UPDATED 08:37 EDT / JULY 08 2011

Data Warehouse Vendors Differ in Hadoop Integration

Big Data is the future, a fact both EMC Greenplum and HP Vertica recognize. But the two data warehouse vendors are taking very different approaches to Hadoop, the open source Big Data processing framework.

With the release of its own proprietary Hadoop distribution, EMC Greenplum has clearly signaled to the market that it wants to own both halves of the Big Data picture: Hadoop for processing large volumes of unstructured data and MPP data warehousing for fast-loading, real-time analytics.

EMC Greenplum wants to be the one-stop-Big-Data-shop for the enterprise. Get your commercial Hadoop distribution and MPP data warehouse appliance, tightly optimized to share data and analysis, in one fell swoop, says EMC.

In contrast, HP Vertica has said explicitly it will not release its own Hadoop distribution. Rather, Vertica customers that want to integrate the MPP data warehouse with an open source Apache Hadoop distribution can do so with a connector custom built by Vertica. The connector itself is also open source.

Vertica is betting companies don’t want to get locked in to a proprietary Hadoop distribution (i.e. EMC Greenplum’s Hadoop distro) while the open source framework is still evolving. Instead, Vertica customers can experiment with the Hadoop distribution of their choice (as long as its open and largely based on the Apache distribution) and connect it to Vertica’s MPP data warehouse appliance.

Cloudera had a loose partnership with Greenplum before EMC got into the Hadoop market, releasing a connector between its Hadoop distribution and Greenplum last fall. But with EMC Greenplum taking on Cloudera directly with its own commercial Hadoop distribution, don’t expect that partnership to flourish.

EMC will surely push Greenplum customers that want to experiment with Hadoop to use EMC Greenplum’s Hadoop distribution. Greenplum customers that go with Cloudera or another distro may not get the same support from EMC for connecting to Greenplum they might otherwise get if they chose the EMC distribution.

Vertica, on the other hand, has essentially committed to supporting connections to any open Hadoop distribution. This gives Vertica customers significantly more flexibility over Greenplum users. Greenplum customers that invest in the EMC Hadoop distribution risk vendor lock-in. If EMC’s distribution stalls or falls significantly behind competing open Hadoop distributions, customers could get stuck with an inferior technology.

The potential benefit of EMC’s approach is a complete Big Data solution preconfigured to seamlessly meld Hadoop with MPP data warehousing. But this is a long-term benefit, as EMC has lots of work to get there first. I think EMC has a good chance of achieving its Big Data vision, but it will take time. Customers that want to use Hadoop now and reduce the risk of vendor lock-in are better off, in my opinion, going with an open distribution and connecting to their incumbent data warehouse when it makes sense.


**Exercise description:** An exact copy of the listing below is required.
━━ Source material ━━
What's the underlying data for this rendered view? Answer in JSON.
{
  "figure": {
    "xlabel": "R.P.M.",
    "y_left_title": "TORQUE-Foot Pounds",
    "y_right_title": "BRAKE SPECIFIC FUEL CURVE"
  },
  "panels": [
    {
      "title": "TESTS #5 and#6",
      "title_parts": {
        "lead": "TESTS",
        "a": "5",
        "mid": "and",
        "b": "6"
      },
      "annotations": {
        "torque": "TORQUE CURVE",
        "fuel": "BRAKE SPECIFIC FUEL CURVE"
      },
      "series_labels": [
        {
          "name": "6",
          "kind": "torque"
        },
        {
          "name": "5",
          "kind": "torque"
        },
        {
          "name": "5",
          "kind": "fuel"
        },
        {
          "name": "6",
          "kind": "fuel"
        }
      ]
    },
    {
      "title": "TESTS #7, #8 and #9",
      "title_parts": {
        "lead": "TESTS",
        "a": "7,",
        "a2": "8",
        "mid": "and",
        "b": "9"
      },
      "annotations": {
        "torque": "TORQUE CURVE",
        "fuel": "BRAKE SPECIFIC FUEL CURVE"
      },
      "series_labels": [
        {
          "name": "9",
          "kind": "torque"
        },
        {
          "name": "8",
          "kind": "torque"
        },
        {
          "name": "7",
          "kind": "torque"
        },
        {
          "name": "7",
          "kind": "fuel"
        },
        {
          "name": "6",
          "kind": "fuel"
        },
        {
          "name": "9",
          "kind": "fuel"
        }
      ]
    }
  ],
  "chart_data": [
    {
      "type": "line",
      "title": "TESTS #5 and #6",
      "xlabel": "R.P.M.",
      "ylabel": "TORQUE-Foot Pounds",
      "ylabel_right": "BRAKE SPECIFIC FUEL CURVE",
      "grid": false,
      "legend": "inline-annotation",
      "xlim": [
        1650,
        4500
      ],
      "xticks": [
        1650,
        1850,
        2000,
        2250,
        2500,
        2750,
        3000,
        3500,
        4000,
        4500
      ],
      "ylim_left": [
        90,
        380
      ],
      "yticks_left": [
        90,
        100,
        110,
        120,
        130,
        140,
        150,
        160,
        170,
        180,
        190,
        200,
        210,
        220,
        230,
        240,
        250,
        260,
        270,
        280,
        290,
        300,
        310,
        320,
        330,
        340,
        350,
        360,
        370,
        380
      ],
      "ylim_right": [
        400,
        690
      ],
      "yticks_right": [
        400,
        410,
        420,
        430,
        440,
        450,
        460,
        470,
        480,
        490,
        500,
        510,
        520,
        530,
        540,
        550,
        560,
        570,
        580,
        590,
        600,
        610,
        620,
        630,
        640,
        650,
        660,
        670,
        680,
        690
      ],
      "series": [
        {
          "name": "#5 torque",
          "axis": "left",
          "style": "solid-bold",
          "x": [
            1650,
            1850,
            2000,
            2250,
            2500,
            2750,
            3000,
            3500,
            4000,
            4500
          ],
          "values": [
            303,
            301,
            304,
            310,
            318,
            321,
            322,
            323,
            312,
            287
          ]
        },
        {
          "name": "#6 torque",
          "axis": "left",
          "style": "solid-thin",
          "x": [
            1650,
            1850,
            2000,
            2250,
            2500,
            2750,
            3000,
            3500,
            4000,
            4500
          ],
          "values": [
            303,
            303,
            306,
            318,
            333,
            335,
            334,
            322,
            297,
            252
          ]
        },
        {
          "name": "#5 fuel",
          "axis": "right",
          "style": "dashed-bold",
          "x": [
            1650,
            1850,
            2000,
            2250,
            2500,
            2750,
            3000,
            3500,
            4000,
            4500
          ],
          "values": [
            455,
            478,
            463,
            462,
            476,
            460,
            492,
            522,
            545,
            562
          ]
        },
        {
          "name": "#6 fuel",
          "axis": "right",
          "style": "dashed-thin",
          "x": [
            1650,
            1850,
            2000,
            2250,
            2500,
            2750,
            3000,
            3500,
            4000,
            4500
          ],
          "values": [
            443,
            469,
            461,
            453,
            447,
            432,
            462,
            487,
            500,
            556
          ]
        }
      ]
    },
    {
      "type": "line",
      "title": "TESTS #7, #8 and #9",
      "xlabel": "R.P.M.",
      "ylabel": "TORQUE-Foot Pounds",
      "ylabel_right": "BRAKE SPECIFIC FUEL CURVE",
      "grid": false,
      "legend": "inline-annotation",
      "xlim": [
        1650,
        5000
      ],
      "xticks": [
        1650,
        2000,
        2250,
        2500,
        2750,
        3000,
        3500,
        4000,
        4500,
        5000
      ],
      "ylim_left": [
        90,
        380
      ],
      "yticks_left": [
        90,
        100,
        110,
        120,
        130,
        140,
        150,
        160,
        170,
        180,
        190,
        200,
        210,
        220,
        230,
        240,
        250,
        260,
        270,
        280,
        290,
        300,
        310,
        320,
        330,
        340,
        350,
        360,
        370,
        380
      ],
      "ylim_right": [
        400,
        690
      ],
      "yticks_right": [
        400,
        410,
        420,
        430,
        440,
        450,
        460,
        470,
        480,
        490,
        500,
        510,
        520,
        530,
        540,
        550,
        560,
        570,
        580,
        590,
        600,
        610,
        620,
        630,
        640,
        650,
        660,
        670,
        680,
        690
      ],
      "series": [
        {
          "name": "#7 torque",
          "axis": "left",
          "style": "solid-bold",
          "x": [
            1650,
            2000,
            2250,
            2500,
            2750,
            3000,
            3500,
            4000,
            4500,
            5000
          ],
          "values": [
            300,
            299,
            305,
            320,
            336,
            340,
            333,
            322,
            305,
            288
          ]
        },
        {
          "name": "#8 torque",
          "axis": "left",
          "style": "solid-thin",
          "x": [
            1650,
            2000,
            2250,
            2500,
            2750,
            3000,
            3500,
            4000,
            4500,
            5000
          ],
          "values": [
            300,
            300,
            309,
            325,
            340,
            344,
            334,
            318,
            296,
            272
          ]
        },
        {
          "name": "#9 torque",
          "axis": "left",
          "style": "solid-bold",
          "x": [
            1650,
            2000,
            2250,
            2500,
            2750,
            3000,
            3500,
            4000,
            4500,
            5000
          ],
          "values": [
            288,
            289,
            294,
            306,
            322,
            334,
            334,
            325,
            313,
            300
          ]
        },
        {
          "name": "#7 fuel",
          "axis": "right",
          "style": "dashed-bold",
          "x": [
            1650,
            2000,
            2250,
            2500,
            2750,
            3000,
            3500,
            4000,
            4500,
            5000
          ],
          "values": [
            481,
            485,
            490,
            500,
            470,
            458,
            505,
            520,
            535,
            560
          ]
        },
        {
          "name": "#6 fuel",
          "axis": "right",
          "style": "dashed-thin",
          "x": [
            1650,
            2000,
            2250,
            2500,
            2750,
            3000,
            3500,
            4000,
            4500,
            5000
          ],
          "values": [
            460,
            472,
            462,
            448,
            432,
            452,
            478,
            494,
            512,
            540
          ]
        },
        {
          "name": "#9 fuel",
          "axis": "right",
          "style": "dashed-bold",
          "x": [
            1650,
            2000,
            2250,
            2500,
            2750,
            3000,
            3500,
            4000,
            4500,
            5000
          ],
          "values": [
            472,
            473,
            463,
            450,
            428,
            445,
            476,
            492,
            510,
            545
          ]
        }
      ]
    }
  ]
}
━━━
**Exercise answer:**
What's the underlying data for this rendered view? Answer in JSON.
{
  "figure": {
    "xlabel": "R.P.M.",
    "y_left_title": "TORQUE-Foot Pounds",
    "y_right_title": "BRAKE SPECIFIC FUEL CURVE"
  },
  "panels": [
    {
      "title": "TESTS #5 and#6",
      "title_parts": {
        "lead": "TESTS",
        "a": "5",
        "mid": "and",
        "b": "6"
      },
      "annotations": {
        "torque": "TORQUE CURVE",
        "fuel": "BRAKE SPECIFIC FUEL CURVE"
      },
      "series_labels": [
        {
          "name": "6",
          "kind": "torque"
        },
        {
          "name": "5",
          "kind": "torque"
        },
        {
          "name": "5",
          "kind": "fuel"
        },
        {
          "name": "6",
          "kind": "fuel"
        }
      ]
    },
    {
      "title": "TESTS #7, #8 and #9",
      "title_parts": {
        "lead": "TESTS",
        "a": "7,",
        "a2": "8",
        "mid": "and",
        "b": "9"
      },
      "annotations": {
        "torque": "TORQUE CURVE",
        "fuel": "BRAKE SPECIFIC FUEL CURVE"
      },
      "series_labels": [
        {
          "name": "9",
          "kind": "torque"
        },
        {
          "name": "8",
          "kind": "torque"
        },
        {
          "name": "7",
          "kind": "torque"
        },
        {
          "name": "7",
          "kind": "fuel"
        },
        {
          "name": "6",
          "kind": "fuel"
        },
        {
          "name": "9",
          "kind": "fuel"
        }
      ]
    }
  ],
  "chart_data": [
    {
      "type": "line",
      "title": "TESTS #5 and #6",
      "xlabel": "R.P.M.",
      "ylabel": "TORQUE-Foot Pounds",
      "ylabel_right": "BRAKE SPECIFIC FUEL CURVE",
      "grid": false,
      "legend": "inline-annotation",
      "xlim": [
        1650,
        4500
      ],
      "xticks": [
        1650,
        1850,
        2000,
        2250,
        2500,
        2750,
        3000,
        3500,
        4000,
        4500
      ],
      "ylim_left": [
        90,
        380
      ],
      "yticks_left": [
        90,
        100,
        110,
        120,
        130,
        140,
        150,
        160,
        170,
        180,
        190,
        200,
        210,
        220,
        230,
        240,
        250,
        260,
        270,
        280,
        290,
        300,
        310,
        320,
        330,
        340,
        350,
        360,
        370,
        380
      ],
      "ylim_right": [
        400,
        690
      ],
      "yticks_right": [
        400,
        410,
        420,
        430,
        440,
        450,
        460,
        470,
        480,
        490,
        500,
        510,
        520,
        530,
        540,
        550,
        560,
        570,
        580,
        590,
        600,
        610,
        620,
        630,
        640,
        650,
        660,
        670,
        680,
        690
      ],
      "series": [
        {
          "name": "#5 torque",
          "axis": "left",
          "style": "solid-bold",
          "x": [
            1650,
            1850,
            2000,
            2250,
            2500,
            2750,
            3000,
            3500,
            4000,
            4500
          ],
          "values": [
            303,
            301,
            304,
            310,
            318,
            321,
            322,
            323,
            312,
            287
          ]
        },
        {
          "name": "#6 torque",
          "axis": "left",
          "style": "solid-thin",
          "x": [
            1650,
            1850,
            2000,
            2250,
            2500,
            2750,
            3000,
            3500,
            4000,
            4500
          ],
          "values": [
            303,
            303,
            306,
            318,
            333,
            335,
            334,
            322,
            297,
            252
          ]
        },
        {
          "name": "#5 fuel",
          "axis": "right",
          "style": "dashed-bold",
          "x": [
            1650,
            1850,
            2000,
            2250,
            2500,
            2750,
            3000,
            3500,
            4000,
            4500
          ],
          "values": [
            455,
            478,
            463,
            462,
            476,
            460,
            492,
            522,
            545,
            562
          ]
        },
        {
          "name": "#6 fuel",
          "axis": "right",
          "style": "dashed-thin",
          "x": [
            1650,
            1850,
            2000,
            2250,
            2500,
            2750,
            3000,
            3500,
            4000,
            4500
          ],
          "values": [
            443,
            469,
            461,
            453,
            447,
            432,
            462,
            487,
            500,
            556
          ]
        }
      ]
    },
    {
      "type": "line",
      "title": "TESTS #7, #8 and #9",
      "xlabel": "R.P.M.",
      "ylabel": "TORQUE-Foot Pounds",
      "ylabel_right": "BRAKE SPECIFIC FUEL CURVE",
      "grid": false,
      "legend": "inline-annotation",
      "xlim": [
        1650,
        5000
      ],
      "xticks": [
        1650,
        2000,
        2250,
        2500,
        2750,
        3000,
        3500,
        4000,
        4500,
        5000
      ],
      "ylim_left": [
        90,
        380
      ],
      "yticks_left": [
        90,
        100,
        110,
        120,
        130,
        140,
        150,
        160,
        170,
        180,
        190,
        200,
        210,
        220,
        230,
        240,
        250,
        260,
        270,
        280,
        290,
        300,
        310,
        320,
        330,
        340,
        350,
        360,
        370,
        380
      ],
      "ylim_right": [
        400,
        690
      ],
      "yticks_right": [
        400,
        410,
        420,
        430,
        440,
        450,
        460,
        470,
        480,
        490,
        500,
        510,
        520,
        530,
        540,
        550,
        560,
        570,
        580,
        590,
        600,
        610,
        620,
        630,
        640,
        650,
        660,
        670,
        680,
        690
      ],
      "series": [
        {
          "name": "#7 torque",
          "axis": "left",
          "style": "solid-bold",
          "x": [
            1650,
            2000,
            2250,
            2500,
            2750,
            3000,
            3500,
            4000,
            4500,
            5000
          ],
          "values": [
            300,
            299,
            305,
            320,
            336,
            340,
            333,
            322,
            305,
            288
          ]
        },
        {
          "name": "#8 torque",
          "axis": "left",
          "style": "solid-thin",
          "x": [
            1650,
            2000,
            2250,
            2500,
            2750,
            3000,
            3500,
            4000,
            4500,
            5000
          ],
          "values": [
            300,
            300,
            309,
            325,
            340,
            344,
            334,
            318,
            296,
            272
          ]
        },
        {
          "name": "#9 torque",
          "axis": "left",
          "style": "solid-bold",
          "x": [
            1650,
            2000,
            2250,
            2500,
            2750,
            3000,
            3500,
            4000,
            4500,
            5000
          ],
          "values": [
            288,
            289,
            294,
            306,
            322,
            334,
            334,
            325,
            313,
            300
          ]
        },
        {
          "name": "#7 fuel",
          "axis": "right",
          "style": "dashed-bold",
          "x": [
            1650,
            2000,
            2250,
            2500,
            2750,
            3000,
            3500,
            4000,
            4500,
            5000
          ],
          "values": [
            481,
            485,
            490,
            500,
            470,
            458,
            505,
            520,
            535,
            560
          ]
        },
        {
          "name": "#6 fuel",
          "axis": "right",
          "style": "dashed-thin",
          "x": [
            1650,
            2000,
            2250,
            2500,
            2750,
            3000,
            3500,
            4000,
            4500,
            5000
          ],
          "values": [
            460,
            472,
            462,
            448,
            432,
            452,
            478,
            494,
            512,
            540
          ]
        },
        {
          "name": "#9 fuel",
          "axis": "right",
          "style": "dashed-bold",
          "x": [
            1650,
            2000,
            2250,
            2500,
            2750,
            3000,
            3500,
            4000,
            4500,
            5000
          ],
          "values": [
            472,
            473,
            463,
            450,
            428,
            445,
            476,
            492,
            510,
            545
          ]
        }
      ]
    }
  ]
}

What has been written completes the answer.